In contrast, we are making these critical investments. $1.5 billion has now been committed by the ACT government budget to health and hospital services. Let me talk about some of the important commitments. There is $40.6 million being invested directly into acute care services in our public hospitals. That includes funding of over $5 million to continue the provision of expert emergency specialist care in our emergency departments, and $23 million for new general hospital beds at the Canberra Hospital and Calvary hospital. There will be 16 new acute care beds delivered in the next 12 months across Calvary public and the Canberra Hospital—12 at the Canberra Hospital and four at Calvary public. In addition, there will be two new intensive care beds.

These are some of the most expensive but most critical acute care services that our public hospital system has to deliver. Keeping people alive when they have suffered serious trauma or very serious illness is a critical function of our public hospital system, and we are expanding the capability of our intensive care unit to deliver that care again at the Canberra Hospital.

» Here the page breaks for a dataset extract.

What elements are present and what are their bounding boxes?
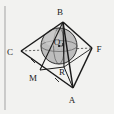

We are doing the same for neonatal intensive care. We are a key referral centre, not just for our city but for our region, and we see many sick, premature babies needing expert intensive care support so that they can survive those critical days, weeks and months following early birth. And we are making that investment. An extra neonatal intensive care bed at the Canberra Hospital in the women’s and children’s area is a very important investment, and that is funded by this budget as well.

We are expanding care for people in our community. More Canberrans will be able to get care in their community through hospital in the home. That is a really important expansion as well. We are continuing to put downward pressure on elective surgery and reducing waiting times for Canberrans when it comes to elective surgery. An extra 500 elective surgery procedures will be funded this year, on top of the 12,000 we already fund. Again, it is funding that speaks to this government’s priorities.

We will also be funding significant new initiatives in the area of mental health. I am particularly proud, as health minister, to see one of the largest increases in funding for mental health services that we have seen for many years. $31.9 million more will go into mental health services in our community, both in the acute care and in the community response.